After five years of community experimentation I’m pretty convinced this problem won’t go away until we all start using the same module format for both authoring and consuming[3] or some central broker makes publishing and consuming formats frictionless. Does this belong in a package manager? No. But it’s the best place we’ve got.

Woe unto we unlucky JavaScripters: No package manager or registry is really solving these problems yet. Bower gets the flat hierarchy right, but has no convention around project structure so everyone is writing their own shim code to get files from bower_compoents into their projects.

Duo and Bower both let you point to source control for packages, but source files aren’t builds so authors have to either create new source repos that are really just builds or include build files in their source. It’s a headache for authors and since the pattern isn’t consistent across all projects, it’s a headache for consumers.

Duo has a good transform-based interop story, but does this on the consumer side and mandates an authoring format (CJS).

Npm hosts packages, so as an author you can cobble together a system like this: programmatically use npm and publish multiple packages (lib-es6, lib-amd, lib-cjs, lib-globals, lib-globals-packaged), but unless all of your dependencies also do this you’re limited to a dependency depth of 1. Plus, now consumers need to learn which brand of your package they need. We could build a new-cli system on top of npm but in the best case we’ll pollute npm’s registry with thousands of mostly identical packages and earn the ire of the node community.

I’ve chatted briefly with some people at npm about these problems. They’re betting on “ecosystems” which just give official structure to the existing balkanization. I’m convinced they don’t really “get” the needs of the browser JavaScript community and just really, really really hope everyone starts using CJS.

Now, take up the pitchforks and flaming brands! Come tell me I’m an idiot.

Of, if this sounds like it could end your pain: go pester @izs and @seldo from npm, @MattMueller from Duo, and @satazor from Bower.
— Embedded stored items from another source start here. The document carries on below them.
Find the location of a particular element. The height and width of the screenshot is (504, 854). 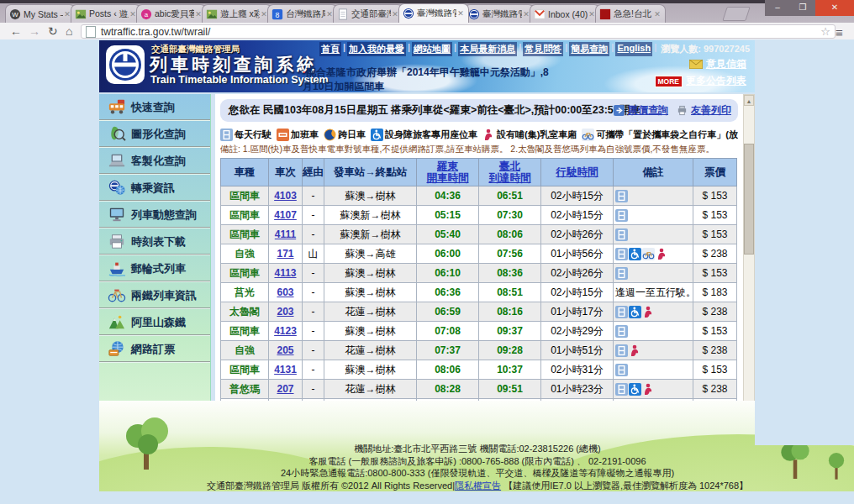

legend-item: 設身障旅客專用座位車 is located at coordinates (424, 134).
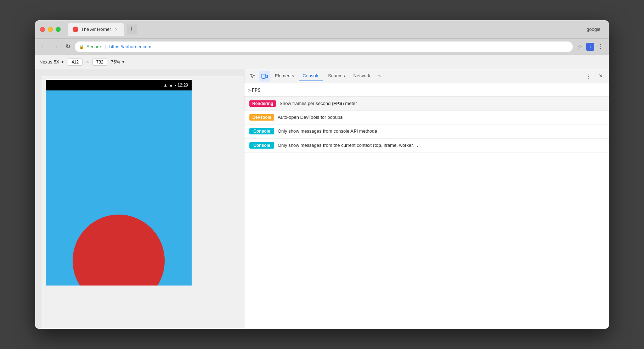  What do you see at coordinates (327, 131) in the screenshot?
I see `autocomplete-text-2: Only show messages from console API meth…` at bounding box center [327, 131].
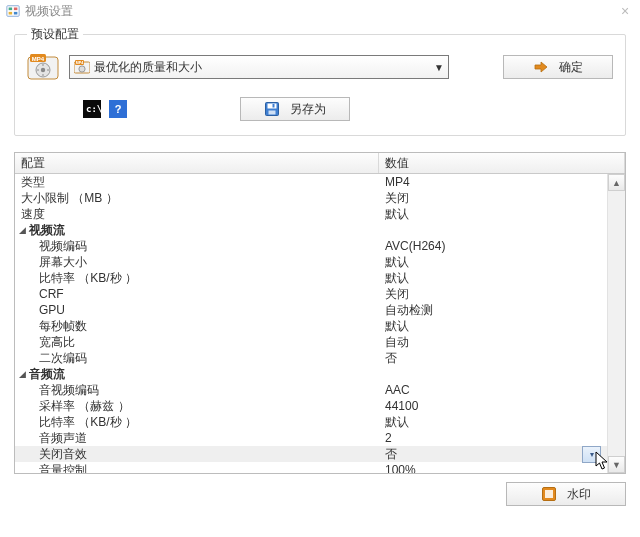 This screenshot has height=537, width=640. What do you see at coordinates (311, 406) in the screenshot?
I see `table-row: 采样率 （赫兹 ）44100` at bounding box center [311, 406].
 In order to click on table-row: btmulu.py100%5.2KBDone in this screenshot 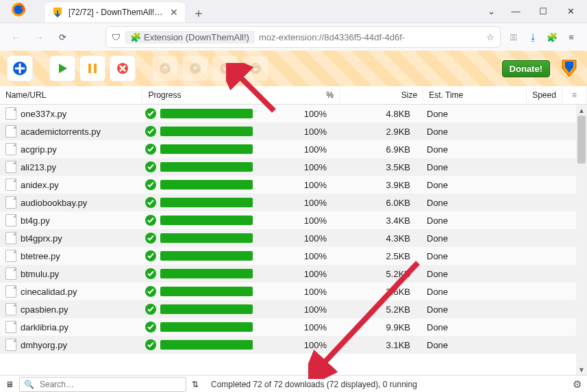, I will do `click(293, 274)`.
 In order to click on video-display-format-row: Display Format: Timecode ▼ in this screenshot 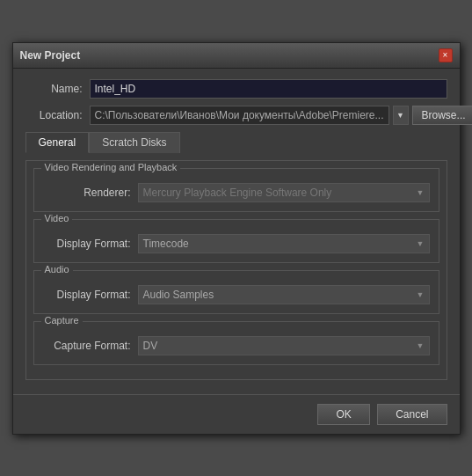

Tell them to come up with some kind of plan (it doesn’t need to be this one) that is a bit more nuanced than “well, hopefully you kids work it out eventually!”

[1] Yes, yes. CoffeeScript people.
[2] Before you um actually me let’s get a common conversation out of the way:

Yes, your {INSERT PREFERRED MODULE FORMAT} “just works” for you. I’m very happy that you found a great workflow with {INSERT PREFERRED MODULE FORMAT} and that the tooling around it has matured to the point where you’re confident saying everyone should just get on board with {INSERT PREFERRED MODULE FORMAT}, stop using {INSERT OTHER MODULE FORMAT} (which clearly suffers from pretty foundational flaws, let’s be honest!), so we can all live in the happy future of a common module format. Yes, I did know that, in fact, {INSERT PREFERRED MODULE FORMAT} can compile down to {INSERT OTHER MODULE FORMAT}, {INSERT OTHER MODULE FORMAT}, _and_ {INSERT OTHER MODULE FORMAT} pretty easily. Yes, that’s really great for {INSERT OTHER MODULE FORMAT} users to have an excellent migration path to {INSERT PREFERRED MODULE FORMAT} or, heck, they can even keep using {INSERT OTHER MODULE FORMAT} if they want. Yeah, I also heard that {INSERT PREFERRED MODULE FORMAT} tooling author is a very smart {INSERT SEX/GENDER APPROPRIATE NOUN}, {INSERT SEX/GENDER APPROPRIATE PRONOUN} talk on modules at the last {INSERT RECENT JAVASCRIPT CONFERENCE NAME} was great. We all learned a lot about static analysis and how {INSERT PREFERRED MODULE FORMAT} is going to really solve a lot of problems. I’m feeling pretty convinced that you’re right and {INSERT PREFERRED MODULE FORMAT} has won.

[3] so: either a) in 2015 when we all collectively agree to move to ES6 for authoring which is the correct technical solution to this problem or b) never because ES6 is a technical solution that, like all other technical solutions, has to gain broad community support to Just Work™.